The Cox proportional hazards model is a semi-parametric regression for time-to-event data that estimates adjusted hazard ratios (HRs) comparing groups while controlling for confounders. It assumes the hazard ratio is constant over time (proportional hazards assumption). Cox regression is flexible, accommodates censoring naturally, and permits simultaneous adjustment for multiple covariates.
From your work with the Kaplan-Meier estimator, you know how to describe survival curves for two or more groups and use the log-rank test to ask whether they differ. But KM has a critical limitation: it cannot adjust for confounders. If treated and untreated patients differ in age, disease severity, and comorbidities, a raw KM comparison conflates the treatment effect with selection bias. The Cox proportional hazards model solves this by extending survival analysis into a regression framework — the same intuition as moving from comparing group means to running a regression that controls for covariates.
The Cox model works with the hazard function h(t): the instantaneous rate of experiencing the event at time t, conditional on having survived to t. Think of it as the risk per unit of time at a particular moment. The model specifies that each subject's hazard is their baseline hazard h₀(t) — shared by everyone and left unspecified — multiplied by an exponential function of their covariates: h(t|X) = h₀(t) × exp(β₁X₁ + β₂X₂ + ...). This is why Cox is called semi-parametric: the covariate part is fully specified (parametric), but the baseline hazard is left completely flexible (non-parametric). You never need to assume survival follows an exponential or Weibull distribution. The model estimates the βs from the data using partial likelihood, a clever method that conditions on who is at risk at each event time — this naturally handles censored observations, which are the norm in longitudinal studies.
The coefficient β₁ exponentiated gives the hazard ratio (HR) for a one-unit change in X₁: HR = exp(β₁). An HR of 1.5 means the hazard rate for the exposed group is 50% higher at every point in time compared to the reference group, after adjusting for all other covariates in the model. This constant-ratio relationship is the proportional hazards assumption: the ratio of any two subjects' hazards stays the same over time. It doesn't mean the hazard itself is constant (it changes for everyone as time passes), only that the *ratio* between groups doesn't change. Practically, this means the survival curves should diverge (or converge) proportionally rather than crossing. Crossing Kaplan-Meier curves are a warning sign that this assumption is violated.
Testing the proportional hazards assumption is standard practice. The most common method uses Schoenfeld residuals: if the assumption holds, residuals for each covariate should be uncorrelated with time. Violations require remedies — stratifying by the violating variable (allowing its baseline hazard to be group-specific), adding a time-interaction term (HR(t) = exp(β + γ·time)), or switching to a parametric or time-varying-coefficient model. Cox regression is the workhorse of survival analysis in clinical and epidemiologic research precisely because it pairs KM-style flexibility about the underlying time process with the confounder-adjusting power of regression — letting you answer "what is the adjusted hazard ratio for treatment, holding everything else equal?" with minimal distributional assumptions.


> _Work request_:
For this exercise, retype every record below exactly and keep the pictures out.

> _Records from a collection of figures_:
>>
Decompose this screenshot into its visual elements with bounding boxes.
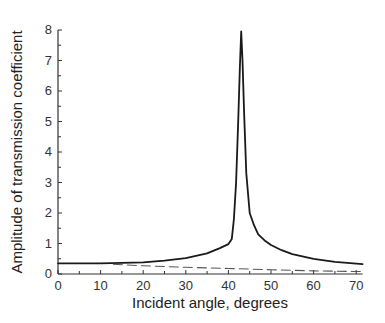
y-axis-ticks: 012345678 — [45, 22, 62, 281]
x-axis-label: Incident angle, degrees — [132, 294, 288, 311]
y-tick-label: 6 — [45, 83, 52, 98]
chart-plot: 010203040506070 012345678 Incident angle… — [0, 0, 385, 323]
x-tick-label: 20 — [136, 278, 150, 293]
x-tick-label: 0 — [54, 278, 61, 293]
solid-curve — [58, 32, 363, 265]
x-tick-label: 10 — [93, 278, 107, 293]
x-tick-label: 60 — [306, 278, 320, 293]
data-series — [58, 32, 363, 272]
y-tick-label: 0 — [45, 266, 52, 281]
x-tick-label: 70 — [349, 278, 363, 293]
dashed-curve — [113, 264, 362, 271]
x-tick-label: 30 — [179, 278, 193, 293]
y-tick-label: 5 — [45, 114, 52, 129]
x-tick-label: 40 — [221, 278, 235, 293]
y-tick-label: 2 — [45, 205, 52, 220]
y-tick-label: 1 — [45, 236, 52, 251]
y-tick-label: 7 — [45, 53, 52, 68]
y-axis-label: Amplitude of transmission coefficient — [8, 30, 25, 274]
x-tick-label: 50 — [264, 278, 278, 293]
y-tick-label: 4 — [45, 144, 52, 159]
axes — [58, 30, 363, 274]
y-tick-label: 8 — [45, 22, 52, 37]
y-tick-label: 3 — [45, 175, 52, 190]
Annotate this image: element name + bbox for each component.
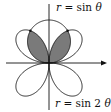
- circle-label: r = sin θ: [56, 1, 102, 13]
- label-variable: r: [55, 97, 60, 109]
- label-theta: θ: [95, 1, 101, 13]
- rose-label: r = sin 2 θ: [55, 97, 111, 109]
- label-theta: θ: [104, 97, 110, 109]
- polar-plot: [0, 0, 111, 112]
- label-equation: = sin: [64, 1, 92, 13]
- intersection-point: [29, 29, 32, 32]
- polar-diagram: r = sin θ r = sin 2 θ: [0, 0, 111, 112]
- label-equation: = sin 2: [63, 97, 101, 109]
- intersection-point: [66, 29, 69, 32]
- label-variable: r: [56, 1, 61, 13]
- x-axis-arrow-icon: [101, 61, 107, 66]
<<
> _Output of the task_:
Decompose this screenshot into its visual elements with bounding boxes.
y-axis-ticks: 012345678 — [45, 22, 62, 281]
x-axis-label: Incident angle, degrees — [132, 294, 288, 311]
y-tick-label: 6 — [45, 83, 52, 98]
chart-plot: 010203040506070 012345678 Incident angle… — [0, 0, 385, 323]
x-tick-label: 20 — [136, 278, 150, 293]
x-tick-label: 0 — [54, 278, 61, 293]
solid-curve — [58, 32, 363, 265]
x-tick-label: 10 — [93, 278, 107, 293]
x-tick-label: 60 — [306, 278, 320, 293]
data-series — [58, 32, 363, 272]
y-tick-label: 0 — [45, 266, 52, 281]
x-tick-label: 70 — [349, 278, 363, 293]
dashed-curve — [113, 264, 362, 271]
x-tick-label: 30 — [179, 278, 193, 293]
y-tick-label: 5 — [45, 114, 52, 129]
x-tick-label: 40 — [221, 278, 235, 293]
y-tick-label: 2 — [45, 205, 52, 220]
y-tick-label: 1 — [45, 236, 52, 251]
y-tick-label: 7 — [45, 53, 52, 68]
y-axis-label: Amplitude of transmission coefficient — [8, 30, 25, 274]
x-tick-label: 50 — [264, 278, 278, 293]
y-tick-label: 4 — [45, 144, 52, 159]
axes — [58, 30, 363, 274]
y-tick-label: 8 — [45, 22, 52, 37]
y-tick-label: 3 — [45, 175, 52, 190]
Annotate this image: element name + bbox for each component.
- circle-label: r = sin θ: [56, 1, 102, 13]
- label-variable: r: [55, 97, 60, 109]
- label-theta: θ: [95, 1, 101, 13]
- rose-label: r = sin 2 θ: [55, 97, 111, 109]
- label-theta: θ: [104, 97, 110, 109]
- polar-plot: [0, 0, 111, 112]
- label-equation: = sin: [64, 1, 92, 13]
- intersection-point: [29, 29, 32, 32]
- polar-diagram: r = sin θ r = sin 2 θ: [0, 0, 111, 112]
- label-equation: = sin 2: [63, 97, 101, 109]
- intersection-point: [66, 29, 69, 32]
- label-variable: r: [56, 1, 61, 13]
- x-axis-arrow-icon: [101, 61, 107, 66]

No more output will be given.